In a way, the organization is trying to unwind some of the gentrification that was unwittingly caused by the city’s famed BeltLine. Today, Atlanta has the worst income inequality among American cities—and that translates into measurable disparities.

For instance, life expectancy for residents living near MARTA’s Oakland City Station, a primarily African American neighborhood, is 72 years; for those living near Buckhead Station—a much more upscale area—the average life expectancy is 82 years. “That’s a lot of life to be denied because of your race,” said MacLeish-White.

That is the kind of thing the Transformation Alliance is trying to gradually address with its initiatives. “We have twin North Stars,” said MacLeish-White. “They are the centrality of transit, and being explicit about race and racism.”

The group has developed an “equity evaluator,” a tool that can be used to determine the potential benefits and damages of a given development or policy. Using scoring criteria, the assessment tool helps rank projects according to how they affect the city’s equity; MARTA is reportedly planning to incorporate its principles into its request for proposals (RFP) process.

The group has also focused on establishing “third spaces” for people of color. These are places away from home or work where Atlantans of all ages can rest, play, or hang out—without fear of being arrested. Currently, the Transformation Alliance is building sports fields under MARTA lines where young people can play soccer; the transit company is donating decommissioned rail cars that can be used as libraries or continuing education classrooms nearby.
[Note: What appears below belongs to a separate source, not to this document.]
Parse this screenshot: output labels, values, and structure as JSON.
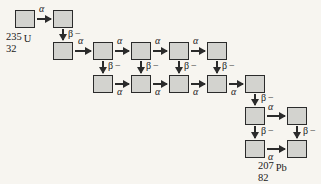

There are other initiatives, too: a giant mural at the King Memorial MARTA station that was essentially crowdsourced by residents; the Transformation Academy, which teaches participants about the history of racism in Atlanta and what equitable, transit-oriented development looks like.

Ultimately, said MacLeish-White, in a metropolitan area that has been torn apart by urban renewal, racism, and development benefiting only some people, “we’re reknitting together the city.”

Amanda Abrams is a freelance business writer who has relocated to North Carolina, her home state, from Washington, D.C. Her work has appeared in Bloomberg’s CityLab, the Washington Post, the Daily Beast, and the Christian Science Monitor.